College: A Vector But Not Definitive

China makes a deliberate effort to send students to American universities at scale, for education, some as future assets, some as the unwitting ones whose families back home become leverage. The Congressional report on the PhD-to-PLA pipeline documents part of this. What it understates is the simpler dynamic: you don't need to recruit someone if you already hold what they love.

This is not to dismiss the singular academic power and depth of research resident on American soil that's second to none. China and many nations send their children to American university because it elevates their lives. Not all are spies.

And Jiang is not alone. The Australian Strategic Policy Institute tracked 18 Beijing-linked YouTube channels in its Frontier Influencers report — a combined 5.33 million subscribers and over a billion views, managed through Multi-Channel Networks that have publicly said they work with the Chinese state. Jiang is the face you know. He is not the only face.

What Does China's Strategy Want From You?

To be an American against America.

Not an American who criticizes, protests, votes and engages in Democracy. Opposite, because there's "no point". Huning's weapon is the collective apathy, distrust of one another, and the great conspiracy.

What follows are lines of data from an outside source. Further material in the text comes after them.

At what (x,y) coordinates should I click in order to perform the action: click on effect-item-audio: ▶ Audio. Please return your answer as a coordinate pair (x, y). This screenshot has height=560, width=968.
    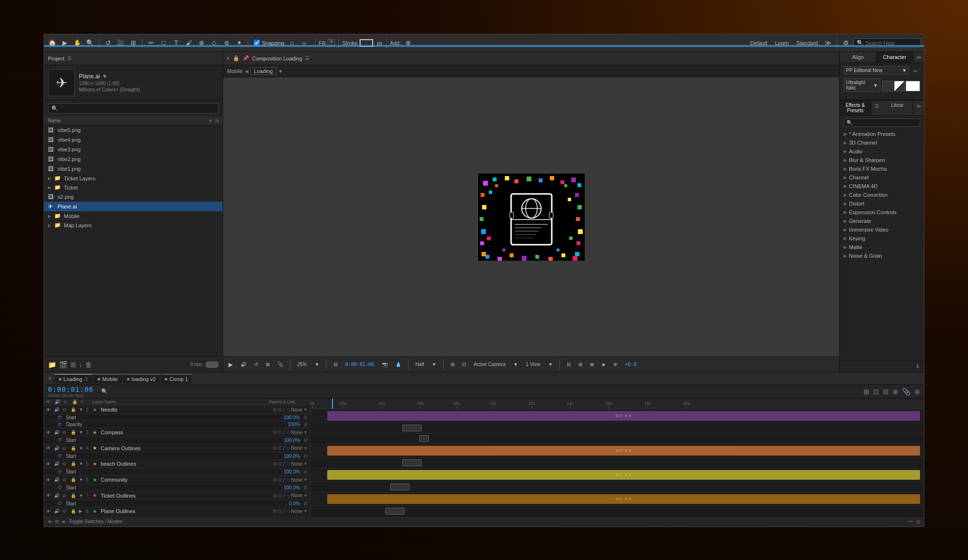
    Looking at the image, I should click on (882, 151).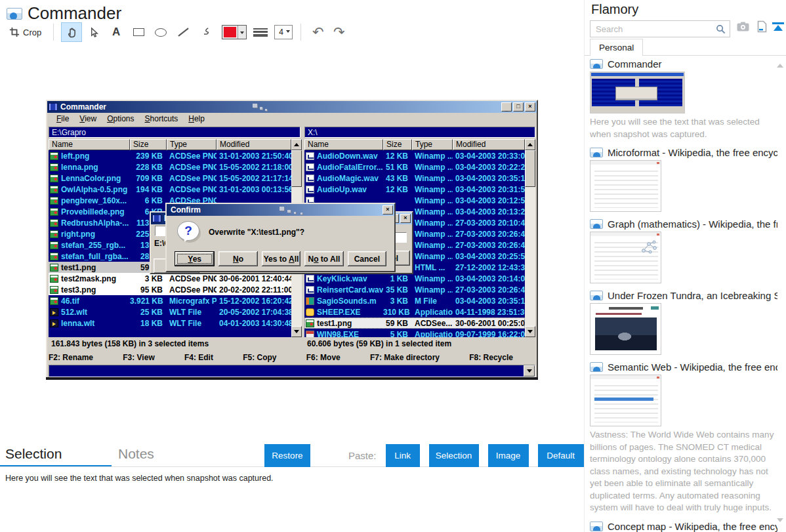 The width and height of the screenshot is (786, 532). What do you see at coordinates (170, 167) in the screenshot?
I see `file-row: lenna.png228 KBACDSee PNG...15-05-2002 2…` at bounding box center [170, 167].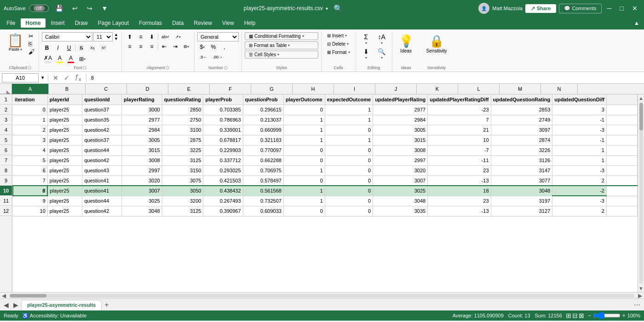 This screenshot has width=644, height=322. What do you see at coordinates (437, 89) in the screenshot?
I see `col-header-K: K` at bounding box center [437, 89].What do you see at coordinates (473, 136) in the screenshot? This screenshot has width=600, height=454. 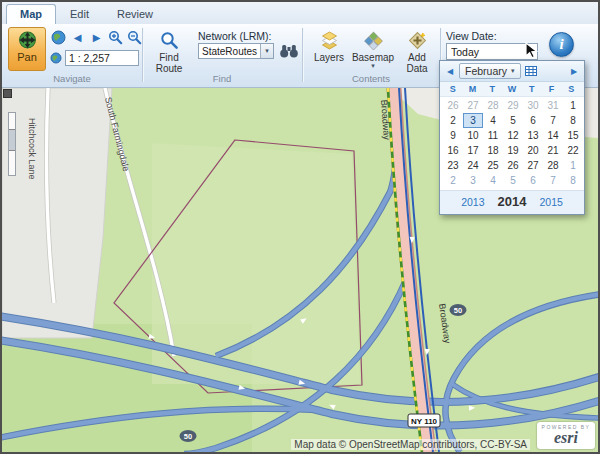 I see `calendar-day: 10` at bounding box center [473, 136].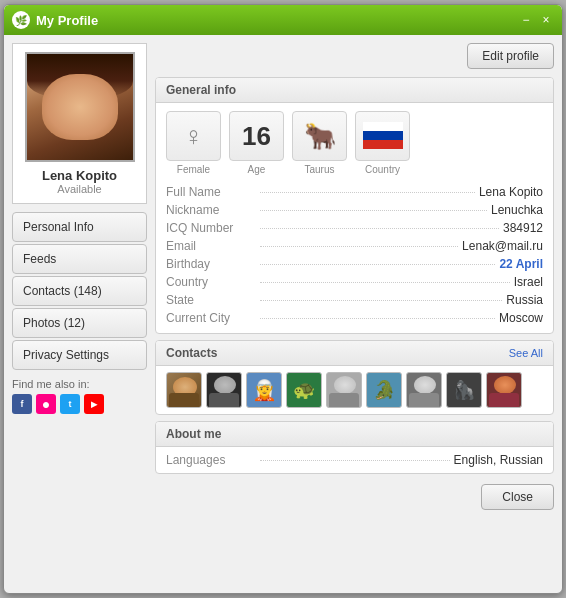 Image resolution: width=566 pixels, height=598 pixels. Describe the element at coordinates (526, 20) in the screenshot. I see `minimize-button: −` at that location.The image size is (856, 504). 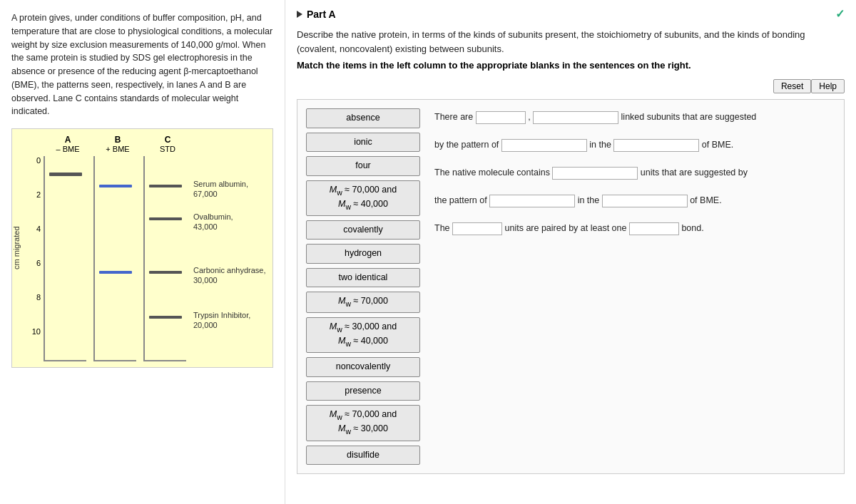 I want to click on drag-item-mw70-30: Mw ≈ 70,000 andMw ≈ 30,000, so click(x=363, y=423).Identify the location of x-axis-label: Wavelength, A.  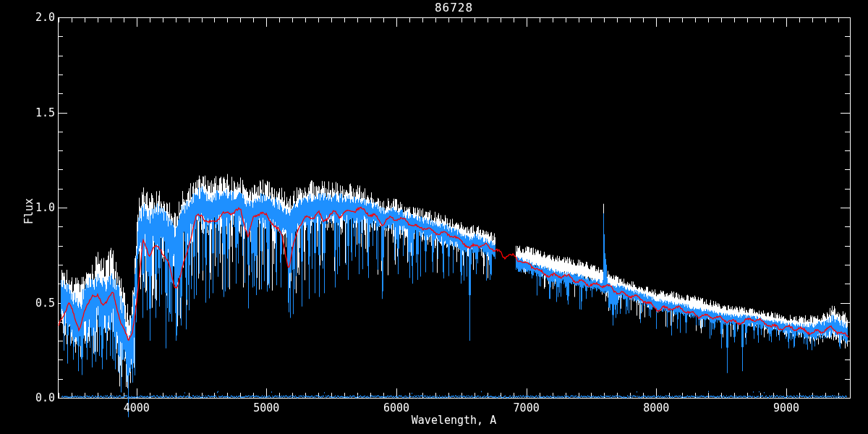
(454, 420).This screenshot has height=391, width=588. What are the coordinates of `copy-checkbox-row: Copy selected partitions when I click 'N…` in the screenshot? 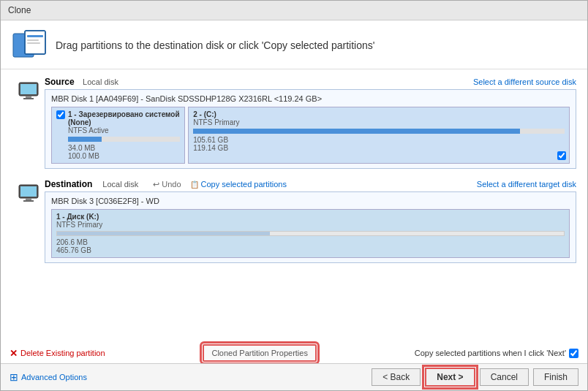 It's located at (497, 354).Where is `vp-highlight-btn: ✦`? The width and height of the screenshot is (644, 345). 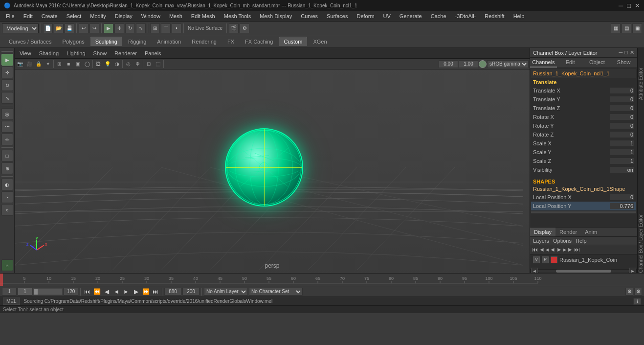
vp-highlight-btn: ✦ is located at coordinates (48, 64).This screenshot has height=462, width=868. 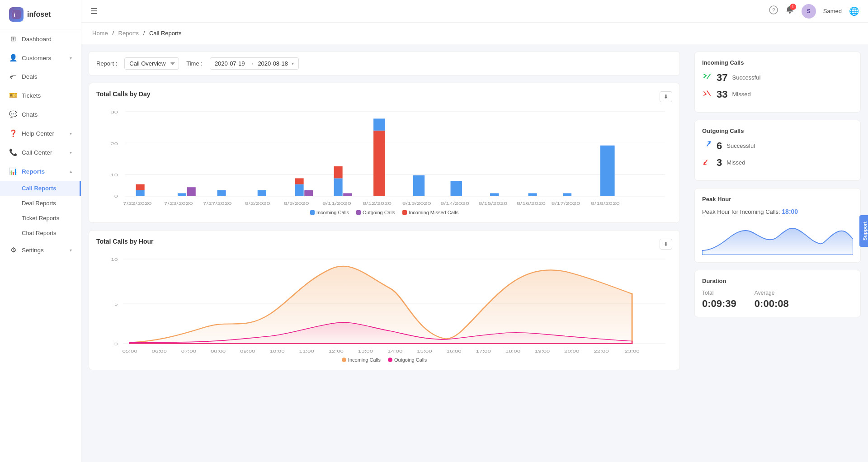 I want to click on svg-text: 07:00, so click(x=189, y=351).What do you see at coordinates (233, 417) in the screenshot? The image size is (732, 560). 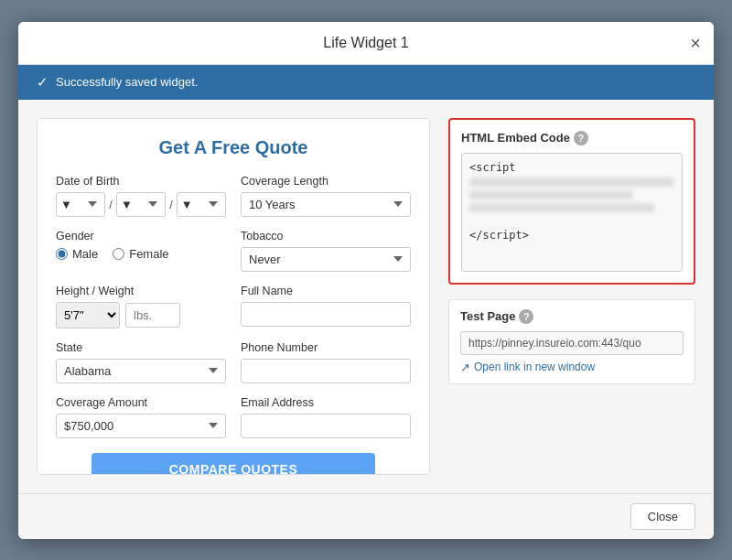 I see `form-row-coverage-email: Coverage Amount $250,000 $500,000 $750,0…` at bounding box center [233, 417].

Irony is China is a contradiction and everything Wang diagnosed in America, a gap between stated values and objective reality, the manufactured narratives that keep a population compliant, the willingness to suppress describes China with greater accuracy than America. Wang came here to write a book about American contradictions. He might have written it about his own country. A country that makes people who critique it disappear versus a nation that is designed for it.

China does not operate on short time horizons. It doesn't suffer electoral cycles or strategic distractions. Commitment is their luxury and super-power. "Professor" Jiang is not an endpoint. He's the first visible thread in a tapestry still woven. Methods will transition into something more sophisticated. Messengers more polished and content harder to distinguish from independent thought.

Pay attention to how information reaches you and why.

(I was on a project for the Under Secretary of Defense for Policy, at the time Theresa Whelan. The team developed an information model and simulation and found that information narrative weapon are effective. Yet they're fire and forget weapons with a massive blast radius, until the victims conjure a general awareness. (The mechanics of that model and what it means for how you consume information is the subject of a coming piece.)

Send this to someone who watches Jiang. The world has a stage. Other nations are running productions on it.


Further reading

The Great Leap Backwards of Journalism in China — Reporters Without Borders, 2021. The Great Firewall, forced confessions, the regime's troll army, and Beijing's export of its media model.

34 Officers of China's National Police Charged — U.S. Department of Justice, April 2023. The 912 Special Project indictment.

Frontier Influencers — Australian Strategic Policy Institute. Maps the network of Beijing-linked YouTube channels and the MCNs that run them.

China can never be as great as the United States until it frees its citizens — Jiang Xueqin, CNN Opinion, November 2017. In his own words, before the lectures.

China's online disinformation push, 'Spamouflage,' investigated — CNN investigation, November 2023. The broader ecosystem Jiang's channel lives inside.